Thursday, August 4, 2011
The Biological Nightmares of Climate Change
While those suffering in the record breaking high temperatures from the 'heat dome' over the central plains may attest that's the worst part of global warming, they might want to think again. Since major research began on the topic more than 15 years ago, we've known there's also a biological dimension attendant on warmer climate which will inevitably lead to infestations of intruder insects and new vectors of disease. The warmer the temperatures become the more pests and diseases we can expect.
With current CO2 concentrations hovering near 550 ppm, and the first clear sign (with this summer's global heat waves) that global warming is being reinforced - likely also because of abatement of aerosols and pollutants which enabled an offsetting cooling effect- we may well be on the cusp of the Runaway Greenhouse Effect.

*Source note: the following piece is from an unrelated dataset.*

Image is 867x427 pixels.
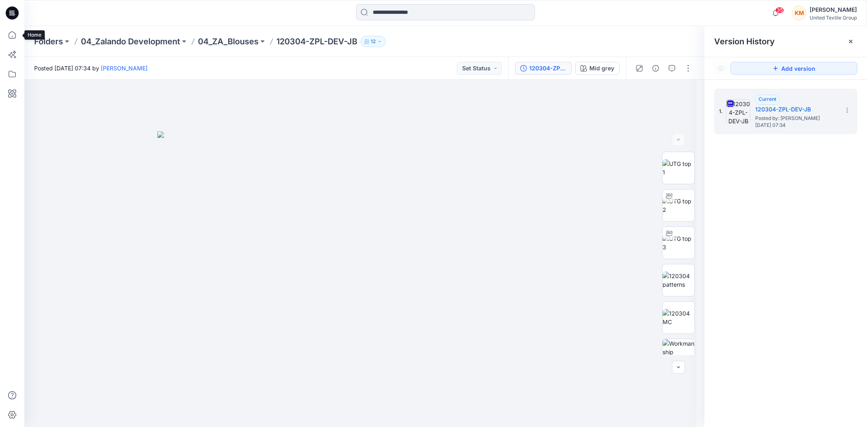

Long before the actual Runaway emerges, we can expect a host of exotic diseases will spread across the world and wreak havoc - and all the fools clamoring for warm temperatures (e.g. for "longer growing seasons") will wish they were dead. Especially as we're already losing efficacy of anti-biotics from over-use(See, e.g. Global Climate and Infectious Disease:The Cholera Paradigm, in Science, Vol. 274, 20 December, 1996, p. 2025.)
If people think the current invasion of West Nile fever is bad, wait until they're faced with dengue fever (which I caught in the West Indies - and which can - after the 3rd successive bite-infection - lead to hemorraghing from all body orifices). Wait until cholera becomes endemic and other hitherto unseen (and unheard of) diseases appear. Then the morons will understand the enormous downsides of their 'warmer' world and huge price for their 'longer growing seasons'.
Mostly understated in all the talk of exotic disease incursions, is the real risk we will be swamped by parasites- throughout the country and even the world. Right now, there are in excess of 9 BILLION worm parasites inhabiting the vertebrates of our world, according to the author of Parasite REX. The human population alone may carry within it up to 2 billion worm parasites, including: hook worm, one of 5,000 forms of tape worm, round worm, trypanosomes, schistosomiasis-causing flukes and the protozoan that causes Toxoplasma (which over 1 billion may carry, mostly in their brains.)
Truthfully, the threat from parasitic worms as climate warms will only materialize if too many cuts to public health expenditures are also made. In that case, the public health resources may simply not be available to battle worm- infestations such as from tapeworm, hook worm and particularly schistosomiasis. Bear in mind that barely 80 years ago, most people in the southern U.S. suffered from hook worm infections - part of the reason Southerners were dismissed as "dumb and lazy" by arrogant Yankees. The latter had little sympathy because they didn't have to battle the lassitude and mental slowness that accompanies worm infections.
Meanwhile, I've already beheld the "handiwork" of the river fluke (see photo) that causes schistosomiasis when I spent time in St. Lucia, in 1972. In order to infest U.S. freshwater streams, rivers and lakes all that's needed is the accidental invasion of a particular snail (e.g. Bulinus truncatus) that serves as the intermediary host for the parasite.
Once the snail appears, and harbors but one parasite within it, then if stringent health measures aren't brought to bear quickly it can spread like wildfire. Once the ciliated larva or Miracidium semi-matures inside the body of the right snail and escapes into the water, it will have 2 suckers and a forked digestive tube, called "cercarias". Any hapless humans wading or swimming in the affected waters will not last long before being infested.
The cercerias then attach themselves to the skin as the fluke digests its way through it to a blood vessel. It's then carried in the blood stream to the blood vessels of the intestine. There, the young fluke will feed and grow into an adult, finally mating (usually with another that entered at the same time). As Carl Zimmer, author of 'Parasite REX' observes (p. 26):
"Heterosexual flukes mate every day of their long lives and whenever the female is ready to lay her eggs, the male makes his way along the walls of the bowels until he finds a good spot. ...Some of the eggs are carried away by the bloodstream and end up back in the liver where they lodge and inflame the tissue, causing much of the agony of schistosomiasis. But the rest of the eggs work their way into the intestines and escape their host, ready to slice open their shells and find a new snail'.
Of course, degraded hygiene conditions are part and parcel of the flukes' spread, which is also why we need - as Americans- to ensure massive homelessness doesn't also emerge from the current spending cut policies! As we've learned locally, if care isn't taken, homeless camps will spring up and people will tend to use rivers, streams (near where they pitch their tents) as 'outhouses'. If they become infected with an invasive river fluke, then the stage is set for pandemic schistosomiasis spread.
Can all this be avoided? Yes, but I warrant it will take money...lots of it. Not merely for ensuring our public health (and regulatory) services aren't degraded during the current spending cut frenzy but that it is also available to avoid the worst effects of imminent climate change.
Alas, the time grows short and the endemic, pervasive austerity national mindset does not bode well for us all.